Jon Xu
General Partner at Y Combinator and co-founder/former CTO of FutureAdvisor (YC S10), a robo-advisor acquired by BlackRock. He has experience building consumer fintech and regulated B2B financial platforms, and studied Computer Science at MIT.
Juggling Startup Ideas Produces Bad Data for Founders
YC General Partner Jon Xu argues that aspiring founders learn less by testing several startup ideas in parallel than by committing to one and going deep. In a Startup School talk, Xu says shallow exploration creates bad data: founders cannot tell whether an idea is weak or whether they simply failed to understand the customer, the market, or the execution required. His prescription is to pick a direction, close off alternatives, learn the customer’s business in detail, and let sustained contact with reality either build conviction or reveal the better company underneath.
Groww Deferred Monetization After Organic Growth Validated Customer Pull
Groww co-founder and CEO Lalit Keshre argues that the Indian investment platform’s early advantage came from following customer pull even when it made monetization uncertain. In a Startup School India conversation with YC’s Jon Xu, Keshre says Groww abandoned its robo-advisor idea after users demanded more choice and transparency, then spent years prioritizing organic growth, retention and product intensity over revenue. His broader case is that consumer fintech founders should reduce ambiguity where they can, but stay close enough to customers to know which unresolved risks are worth carrying.
Razorpay Turned India’s Payments Friction Into a $180 Billion Platform
In a Startup School India fireside with YC’s Jon Xu, Razorpay co-founder and CEO Harshil Mathur argues that the company’s rise in Indian payments came less from an initial fintech thesis than from staying with a painful customer problem through regulation, bank failures and market skepticism. Mathur says Razorpay turned delays into a moat, customer trust into an operating principle, and early bets such as UPI into openings incumbents missed. His broader case is that founders must keep direct ownership of the decisions that define the company, especially as AI lowers the cost of building and raises the cost of slow judgment.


## Problem to solve
Starting at the first line of the data, print every line up to and including the one with "Image is 742x560 pixels.", but no pictures.

## Data supplied
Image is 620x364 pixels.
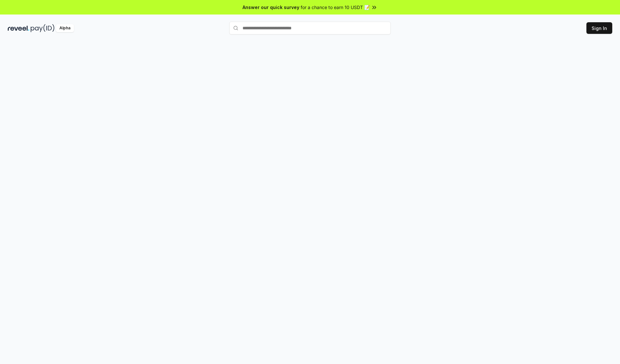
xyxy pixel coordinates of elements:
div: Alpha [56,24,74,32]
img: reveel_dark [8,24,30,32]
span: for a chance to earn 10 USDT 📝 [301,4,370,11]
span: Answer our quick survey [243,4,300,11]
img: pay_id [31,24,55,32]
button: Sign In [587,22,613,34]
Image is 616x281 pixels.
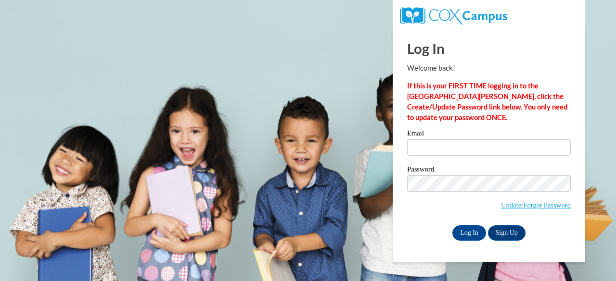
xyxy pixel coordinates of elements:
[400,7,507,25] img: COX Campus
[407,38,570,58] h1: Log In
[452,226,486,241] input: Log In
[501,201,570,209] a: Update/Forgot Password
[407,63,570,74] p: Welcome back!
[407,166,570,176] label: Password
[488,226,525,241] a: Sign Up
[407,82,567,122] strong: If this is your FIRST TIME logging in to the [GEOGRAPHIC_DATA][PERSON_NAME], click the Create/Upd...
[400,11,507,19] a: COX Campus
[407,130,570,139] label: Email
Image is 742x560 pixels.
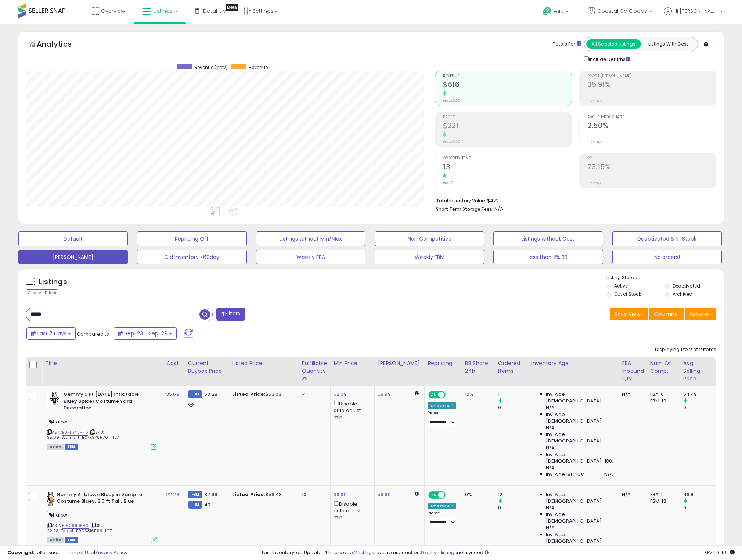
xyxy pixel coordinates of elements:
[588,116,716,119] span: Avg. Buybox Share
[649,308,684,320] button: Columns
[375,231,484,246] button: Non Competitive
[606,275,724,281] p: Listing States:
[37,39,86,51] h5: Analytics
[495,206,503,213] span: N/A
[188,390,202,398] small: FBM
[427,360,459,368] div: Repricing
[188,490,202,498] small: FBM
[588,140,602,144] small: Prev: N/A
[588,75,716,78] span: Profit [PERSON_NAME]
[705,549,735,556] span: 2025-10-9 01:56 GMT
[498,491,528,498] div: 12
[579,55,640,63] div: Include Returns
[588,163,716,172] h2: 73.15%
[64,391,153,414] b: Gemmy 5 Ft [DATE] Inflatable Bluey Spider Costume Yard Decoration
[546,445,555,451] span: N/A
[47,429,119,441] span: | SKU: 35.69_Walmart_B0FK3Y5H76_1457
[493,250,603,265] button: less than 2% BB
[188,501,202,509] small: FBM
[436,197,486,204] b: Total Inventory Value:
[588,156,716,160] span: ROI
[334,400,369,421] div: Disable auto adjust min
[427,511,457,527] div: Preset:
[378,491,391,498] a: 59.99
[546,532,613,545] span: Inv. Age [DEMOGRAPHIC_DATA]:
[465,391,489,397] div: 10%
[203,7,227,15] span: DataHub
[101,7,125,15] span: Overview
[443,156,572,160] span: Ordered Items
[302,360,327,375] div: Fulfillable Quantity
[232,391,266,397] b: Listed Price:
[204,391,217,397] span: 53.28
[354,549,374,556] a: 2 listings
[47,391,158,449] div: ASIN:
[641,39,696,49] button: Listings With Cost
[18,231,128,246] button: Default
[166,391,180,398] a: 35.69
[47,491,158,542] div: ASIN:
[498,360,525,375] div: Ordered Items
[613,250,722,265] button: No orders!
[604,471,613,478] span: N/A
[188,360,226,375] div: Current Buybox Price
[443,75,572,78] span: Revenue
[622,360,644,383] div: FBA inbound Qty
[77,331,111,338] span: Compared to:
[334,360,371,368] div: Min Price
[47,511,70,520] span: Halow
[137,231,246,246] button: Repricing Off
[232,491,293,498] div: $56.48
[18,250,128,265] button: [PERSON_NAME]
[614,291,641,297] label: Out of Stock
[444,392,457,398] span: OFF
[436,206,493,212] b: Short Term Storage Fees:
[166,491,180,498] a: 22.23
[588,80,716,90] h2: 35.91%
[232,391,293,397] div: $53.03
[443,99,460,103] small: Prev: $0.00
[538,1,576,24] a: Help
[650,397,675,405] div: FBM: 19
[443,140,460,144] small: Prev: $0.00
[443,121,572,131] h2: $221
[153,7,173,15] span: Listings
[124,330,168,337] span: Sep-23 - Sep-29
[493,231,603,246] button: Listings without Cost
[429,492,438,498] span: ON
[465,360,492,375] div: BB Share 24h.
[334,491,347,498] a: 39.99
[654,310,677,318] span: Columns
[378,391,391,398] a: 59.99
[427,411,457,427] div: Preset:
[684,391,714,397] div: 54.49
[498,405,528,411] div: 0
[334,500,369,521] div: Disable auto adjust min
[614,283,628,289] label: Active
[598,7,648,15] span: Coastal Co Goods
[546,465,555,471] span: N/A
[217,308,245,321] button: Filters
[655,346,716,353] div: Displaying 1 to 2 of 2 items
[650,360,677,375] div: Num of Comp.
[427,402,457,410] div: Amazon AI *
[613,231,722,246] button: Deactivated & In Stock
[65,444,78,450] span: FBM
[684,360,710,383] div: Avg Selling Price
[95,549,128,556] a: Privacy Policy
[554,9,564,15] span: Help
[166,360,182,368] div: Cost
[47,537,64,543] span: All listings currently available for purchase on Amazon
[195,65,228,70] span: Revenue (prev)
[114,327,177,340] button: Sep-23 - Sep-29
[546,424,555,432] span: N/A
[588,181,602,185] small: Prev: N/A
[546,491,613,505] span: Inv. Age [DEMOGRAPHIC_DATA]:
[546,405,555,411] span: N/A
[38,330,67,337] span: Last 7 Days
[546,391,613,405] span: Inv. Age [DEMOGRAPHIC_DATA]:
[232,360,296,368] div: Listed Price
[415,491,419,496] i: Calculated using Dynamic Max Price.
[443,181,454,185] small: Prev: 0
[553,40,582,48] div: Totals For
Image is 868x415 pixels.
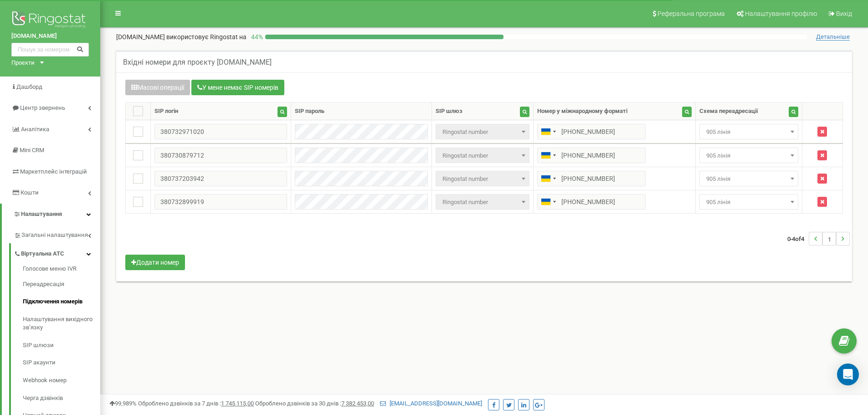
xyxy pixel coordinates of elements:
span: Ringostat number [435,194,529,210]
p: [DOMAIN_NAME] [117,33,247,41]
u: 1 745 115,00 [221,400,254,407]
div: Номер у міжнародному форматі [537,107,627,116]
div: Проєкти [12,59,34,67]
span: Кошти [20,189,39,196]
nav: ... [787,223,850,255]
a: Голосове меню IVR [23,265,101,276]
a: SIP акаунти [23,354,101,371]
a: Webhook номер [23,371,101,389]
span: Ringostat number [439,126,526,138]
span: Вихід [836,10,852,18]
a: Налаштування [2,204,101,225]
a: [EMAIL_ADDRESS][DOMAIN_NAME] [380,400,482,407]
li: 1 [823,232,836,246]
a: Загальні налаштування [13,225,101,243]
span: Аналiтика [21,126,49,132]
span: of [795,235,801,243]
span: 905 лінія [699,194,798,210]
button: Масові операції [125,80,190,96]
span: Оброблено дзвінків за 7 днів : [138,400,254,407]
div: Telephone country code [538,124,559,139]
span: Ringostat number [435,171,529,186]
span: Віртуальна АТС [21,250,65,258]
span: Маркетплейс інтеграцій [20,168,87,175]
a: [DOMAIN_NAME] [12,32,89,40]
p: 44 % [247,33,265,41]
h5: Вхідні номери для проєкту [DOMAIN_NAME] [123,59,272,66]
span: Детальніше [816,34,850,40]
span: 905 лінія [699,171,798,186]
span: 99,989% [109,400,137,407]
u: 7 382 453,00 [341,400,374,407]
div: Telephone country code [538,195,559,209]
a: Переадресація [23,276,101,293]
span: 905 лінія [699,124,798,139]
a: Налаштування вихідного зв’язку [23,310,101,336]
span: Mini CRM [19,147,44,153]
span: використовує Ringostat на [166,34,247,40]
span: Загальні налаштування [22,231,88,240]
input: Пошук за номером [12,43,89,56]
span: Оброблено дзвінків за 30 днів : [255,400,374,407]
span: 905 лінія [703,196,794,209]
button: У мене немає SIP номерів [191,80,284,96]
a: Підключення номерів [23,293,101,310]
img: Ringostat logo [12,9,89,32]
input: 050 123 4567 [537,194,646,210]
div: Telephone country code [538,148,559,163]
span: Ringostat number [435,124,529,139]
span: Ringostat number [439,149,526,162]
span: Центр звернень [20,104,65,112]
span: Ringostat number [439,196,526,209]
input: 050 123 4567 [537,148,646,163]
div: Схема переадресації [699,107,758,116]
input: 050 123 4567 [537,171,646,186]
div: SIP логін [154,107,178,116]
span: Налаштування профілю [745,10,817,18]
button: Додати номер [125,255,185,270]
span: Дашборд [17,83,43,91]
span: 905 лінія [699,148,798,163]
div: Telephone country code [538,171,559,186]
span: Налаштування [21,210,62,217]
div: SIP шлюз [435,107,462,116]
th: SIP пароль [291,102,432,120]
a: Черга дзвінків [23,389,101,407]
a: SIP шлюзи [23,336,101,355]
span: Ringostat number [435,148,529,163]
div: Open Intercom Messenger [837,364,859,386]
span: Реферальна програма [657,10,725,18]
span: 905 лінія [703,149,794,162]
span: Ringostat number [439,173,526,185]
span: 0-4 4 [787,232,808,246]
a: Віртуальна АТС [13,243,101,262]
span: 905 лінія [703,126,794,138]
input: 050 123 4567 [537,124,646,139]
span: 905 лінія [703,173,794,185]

## Task result
Image is 620x364 pixels.
xyxy pixel coordinates of elements:
div: Alpha [56,24,74,32]
img: reveel_dark [8,24,30,32]
span: for a chance to earn 10 USDT 📝 [301,4,370,11]
span: Answer our quick survey [243,4,300,11]
img: pay_id [31,24,55,32]
button: Sign In [587,22,613,34]
Image is 616x281 pixels.
xyxy pixel coordinates of elements:
[400,7,507,25] img: COX Campus
[407,38,570,58] h1: Log In
[452,226,486,241] input: Log In
[501,201,570,209] a: Update/Forgot Password
[407,63,570,74] p: Welcome back!
[407,166,570,176] label: Password
[488,226,525,241] a: Sign Up
[407,82,567,122] strong: If this is your FIRST TIME logging in to the [GEOGRAPHIC_DATA][PERSON_NAME], click the Create/Upd...
[400,11,507,19] a: COX Campus
[407,130,570,139] label: Email
Image is 742x560 pixels.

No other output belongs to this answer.